Wednesday, January 30, 2013

Two weeks

 
There has been a dream like quality to the time since we landed in San Fransisco and traveled to our new temporary home in Northern California; so two weeks has felt like four months.
 
I read once (I can't remember which book but it was a psychology for laymen book) that when you are actively doing something different to your normal routine your brain registers time as moving more slowly because it is laying in more experiential memories than if you were experiencing the same-old-same-old thing. Thus time goes faster as we get older and become less curious and less adventurous...  So i suspect this year will feel like one looooong golden dream for me before January 2014 arrives. I have no objections to actively trying to make it so.
 
We have been very blessed in this 5000 mile journey. Besides Matt getting a job so quickly, the greencard taking 6 months less than expected and our house selling for the right price almost immediately: we have been given through pure generosity and love a place to stay for as long as we need it.  I cannot express how much this has meant to Matt and I but in reality it has been possibly the greatest blessing of all our maneuvering between countries.
 
So I am making a little temporary niche in the home of one of my mothers best friends. It has been a great joy to get to know her husband who is the most amazing glove to her hand and to simply feel the gift of friendship.
 
I will eventually try to get some sort of routine back in order but for the time being the girls and I are doing small amounts of homeschooling with a few books off amazon, multiple trips to our local library and exploring within our reach. Matt works (as always) with a lot of cheerful enthusiasm finding his feet in his new job about an hour away from 'home'. And so starts our long golden dream.
 
x Jo

Wednesday, January 2, 2013

 
When we get out of the glass bottle of our ego and when we escape like the squirrels in the cage of our personality and get into the forest again, we shall shiver with cold and fright. But things will happen to us so that we don’t know ourselves. Cool, unlying life will rush in.
– D. H. Lawrence

 
Occasionally things occur which remind me of how much life has changed me; how living in a different country and surrendering my sense of belonging to the ether has altered my vision of the world.  The feeling of being altered is generally strongest among my own compatriots and cultural background where I can observe variations with the greatest degree of contrast.
 
 
 It has lead me to believe (please feel free to argue with me if you disagree) that travel* is one of the most startling catalyst for transformation in the human mind outside of the conscientious pursuit of faith.
 
 
*By travel I don’t mean trekking round the world in a gap year or going for a week in an all-inclusive holiday resort in Sharm el-Sheikh. I am referring to going somewhere new with your eyes wide and ego dampened. Of course you may do just that trekking around the world in a gap year or in an all-inclusive holiday resort in Sharm el-Sheikh. But you can also experience it in your own town or the one down the road. Fundamentally becoming well-travelled is far more about cultivating a sense of curiosity without the self-rightness we construct like defences against change to our well laid patterns of thinking.
 
 
Travel is a mysterious thing: it can encourage humility and insight or it can reinforce prejudice and nurture pride. There are some much “adventured” people I know who remain un-humbled by what they have seen and done but instead believe that they have seen everything in the world and can make absolutist statements on any topic of conversation.
 
Proust said:  The only real voyage of discovery consists not in seeking new landscapes, but in having new eyes; in seeing the universe through the eyes of another, one hundred others - in seeing the hundred universes that each of them sees.
 
The world would be a much better place if people allowed themselves to be awake to the differences in the minutiae of other people’s human experience.
 
Its nearly time that I return to my native soil so for the next few weeks while I "travel" I will be away from posting here and keeping my eyes wide to the wonders of the earth around me.
 
x Jo

Tuesday, January 1, 2013

A peaceful new year to you

 
Quiet peaceful times spent together with my children are among my greatest joys.
In a suddenly and suprisingly quiet house we spent the dawning of a new year feeding our beings with comfort, creativity and faith together.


**What needs to be done**
Pictures aside, reproduce exactly and only the lines below, starting at the one containing "Describe the element at coordinates (510, 286)" and ending at the last line.

**Collected data**
Segment Open

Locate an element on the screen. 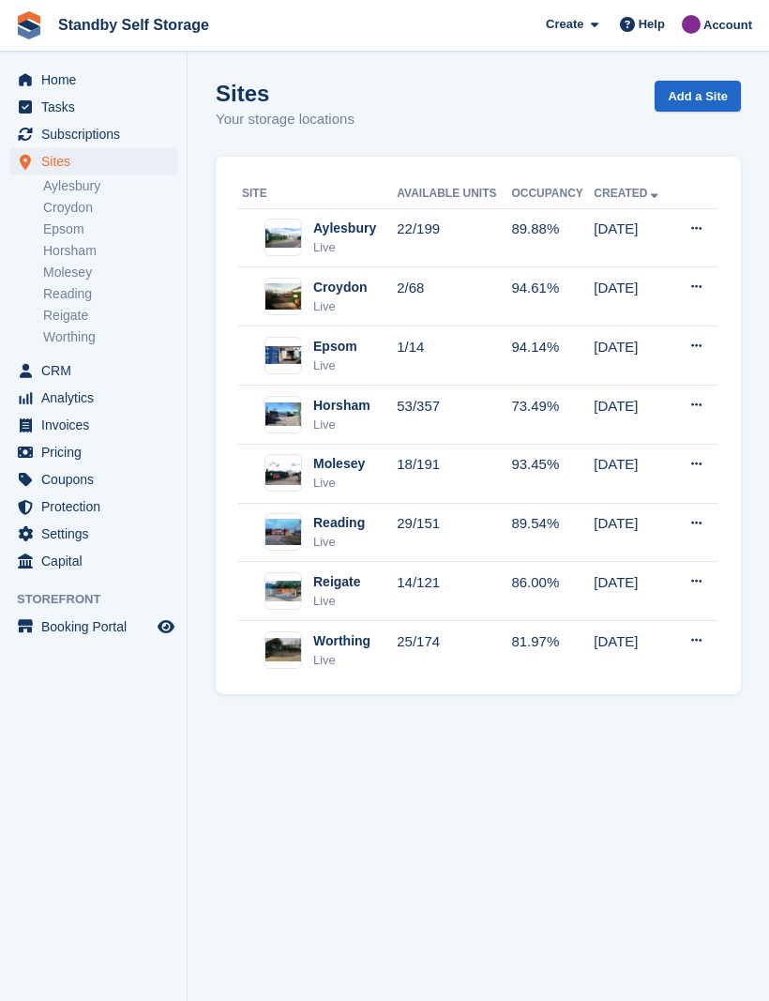 This screenshot has width=769, height=1001. td: 18/191 is located at coordinates (454, 473).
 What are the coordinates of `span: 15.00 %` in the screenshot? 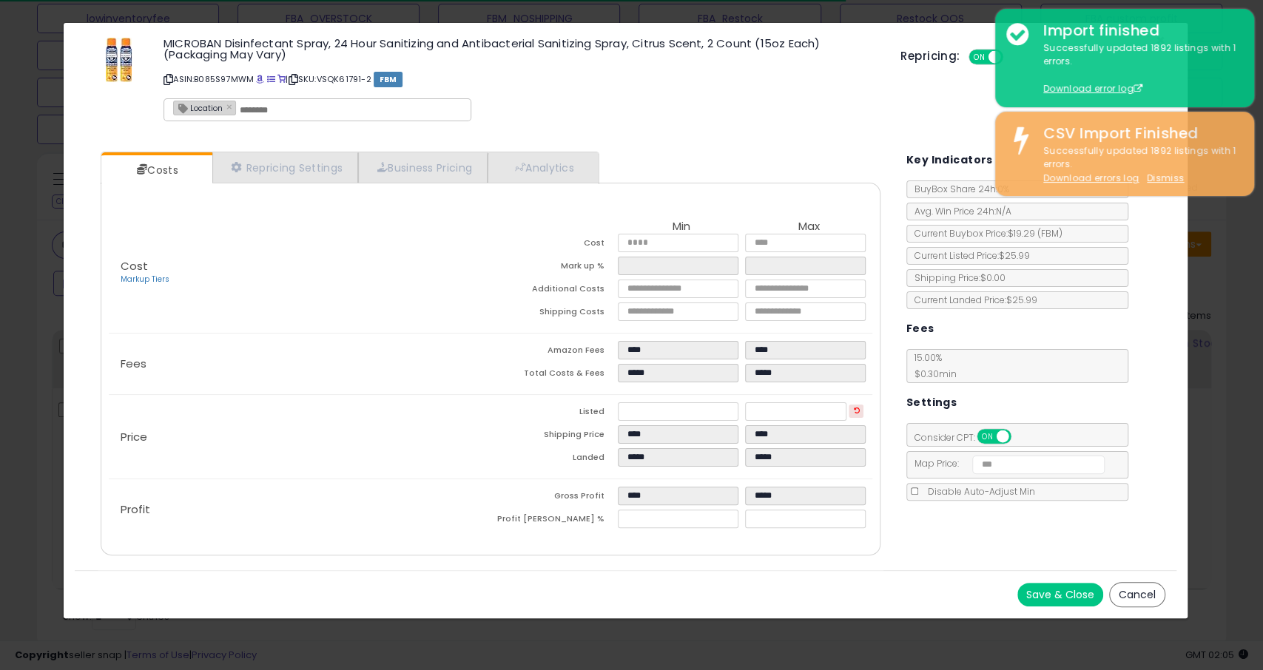 It's located at (931, 365).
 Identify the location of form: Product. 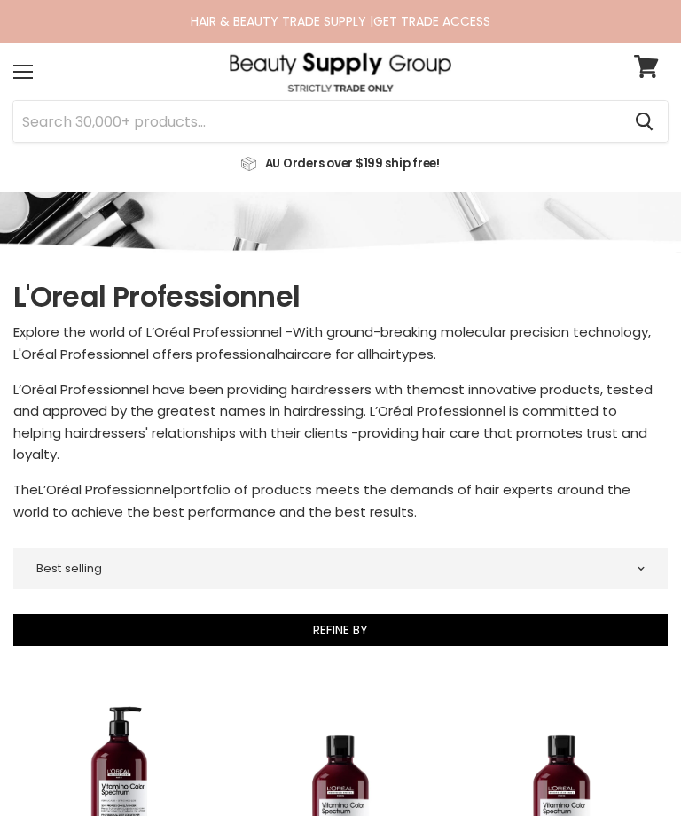
(340, 121).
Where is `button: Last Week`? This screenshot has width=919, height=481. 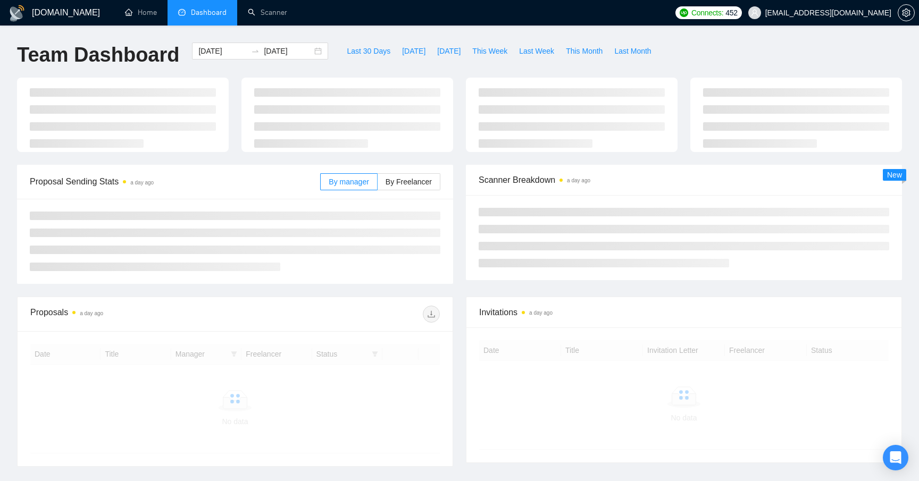 button: Last Week is located at coordinates (537, 51).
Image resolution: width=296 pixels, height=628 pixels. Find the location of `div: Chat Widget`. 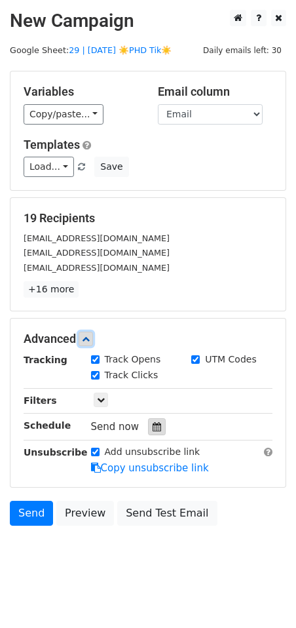

div: Chat Widget is located at coordinates (264, 597).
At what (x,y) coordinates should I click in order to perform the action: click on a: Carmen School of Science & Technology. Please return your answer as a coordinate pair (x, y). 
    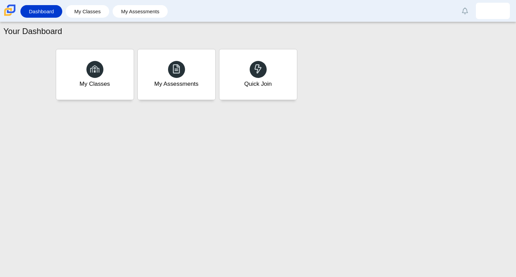
    Looking at the image, I should click on (10, 15).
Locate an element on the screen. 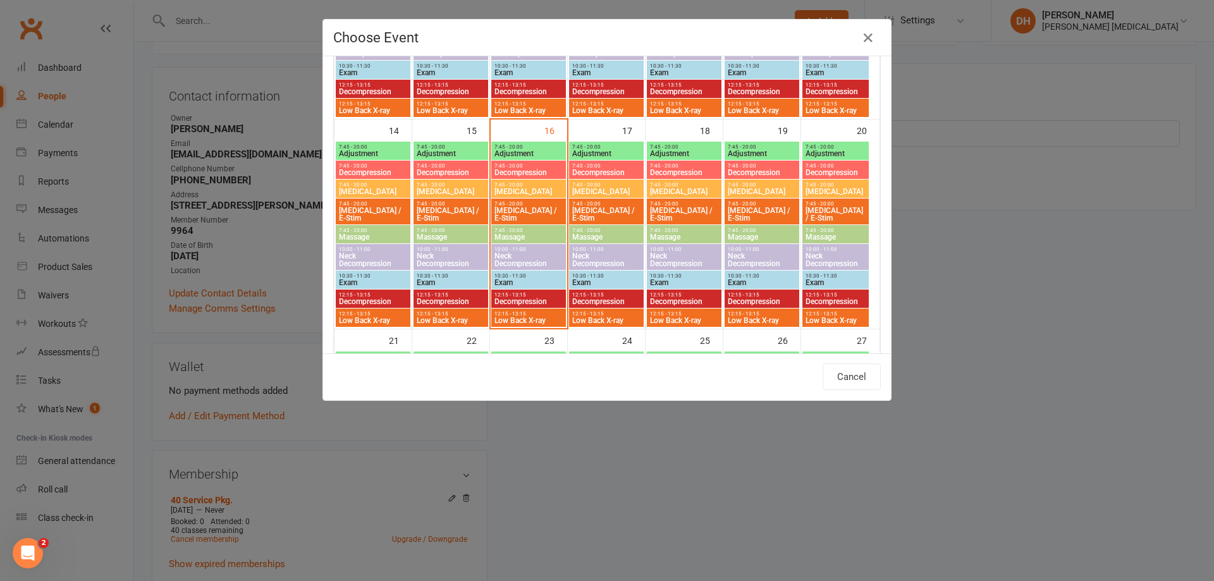 The image size is (1214, 581). div: 27 is located at coordinates (868, 340).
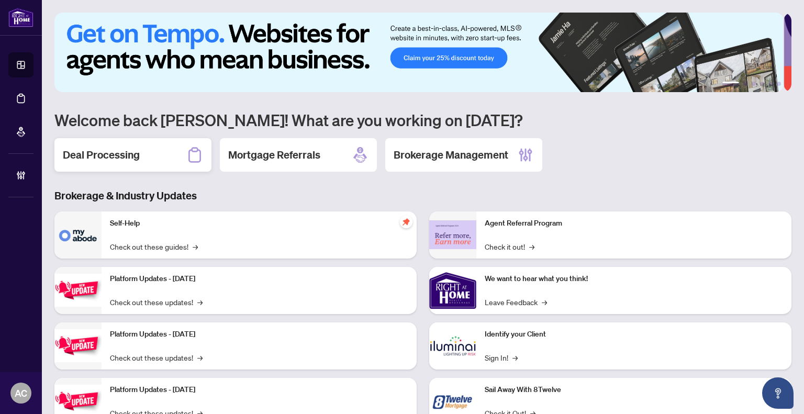 This screenshot has width=804, height=414. Describe the element at coordinates (453, 346) in the screenshot. I see `img: Identify your Client` at that location.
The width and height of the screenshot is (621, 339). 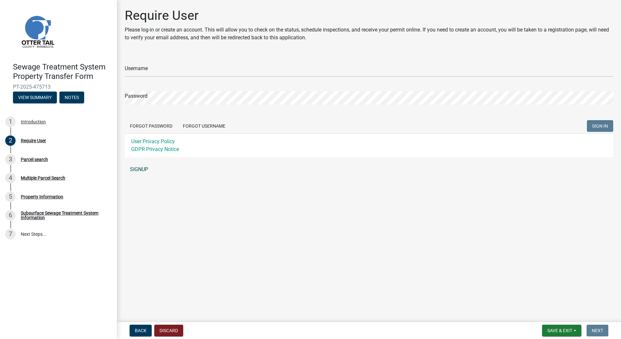 What do you see at coordinates (153, 141) in the screenshot?
I see `a: User Privacy Policy` at bounding box center [153, 141].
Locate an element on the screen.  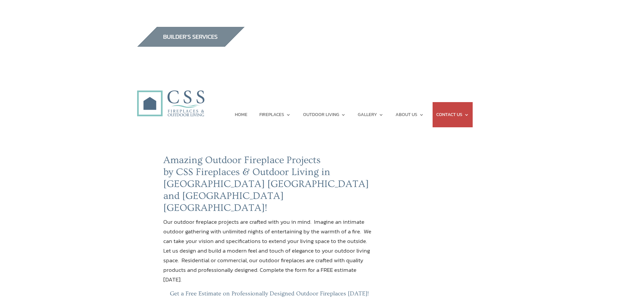
a: ABOUT US is located at coordinates (409, 115).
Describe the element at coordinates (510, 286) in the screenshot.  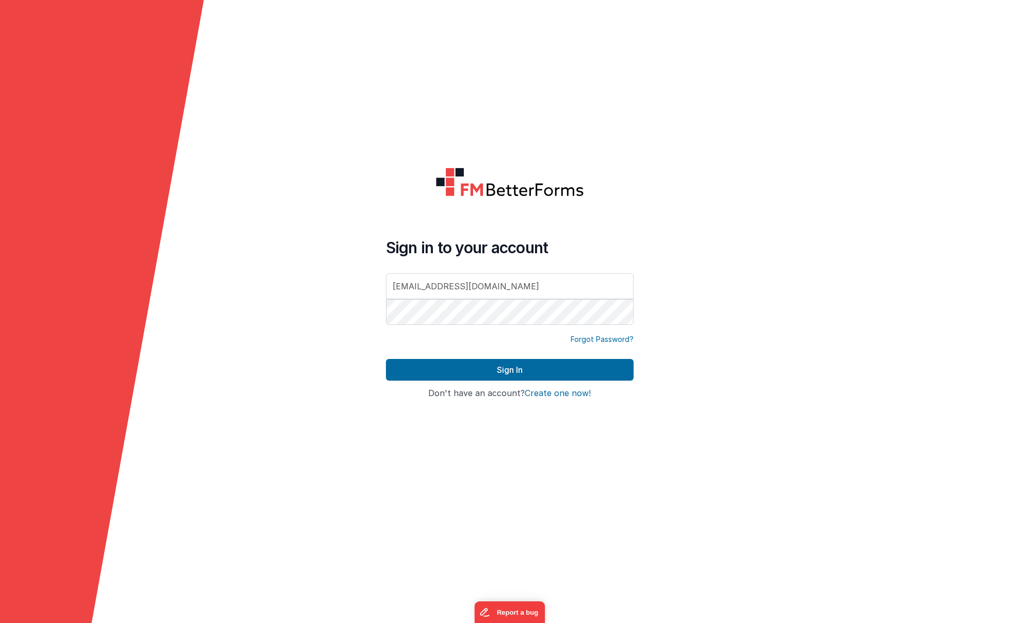
I see `input: Email Address` at that location.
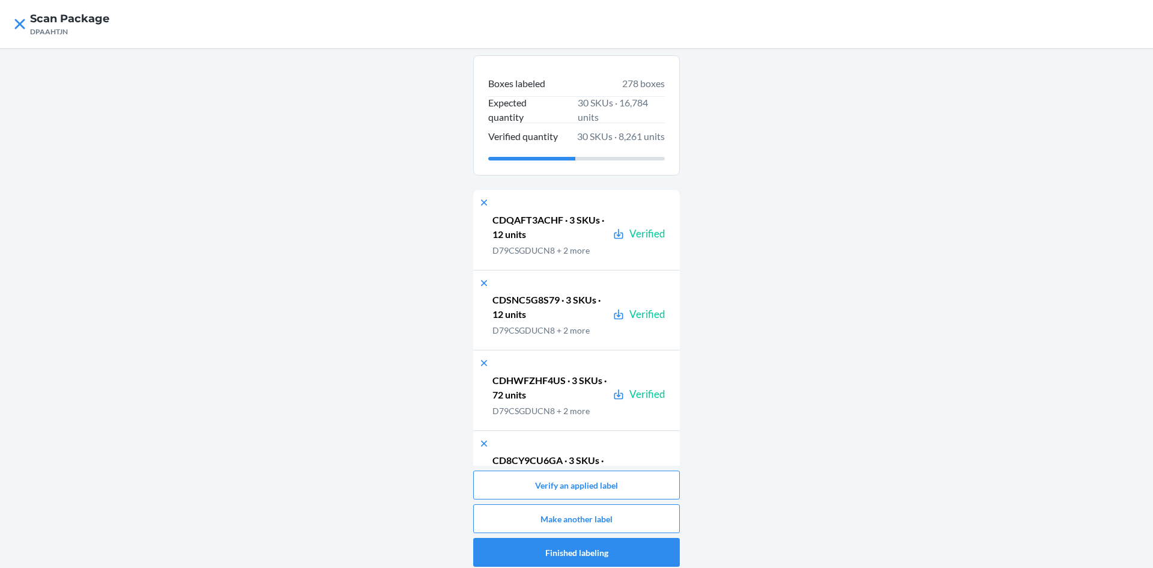 Image resolution: width=1153 pixels, height=568 pixels. What do you see at coordinates (577, 552) in the screenshot?
I see `button: Finished labeling` at bounding box center [577, 552].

Segment Closed

**Answer to this task**
Describe the element at coordinates (510, 286) in the screenshot.  
I see `input: Email Address` at that location.
 Image resolution: width=1153 pixels, height=568 pixels. What do you see at coordinates (577, 552) in the screenshot?
I see `button: Finished labeling` at bounding box center [577, 552].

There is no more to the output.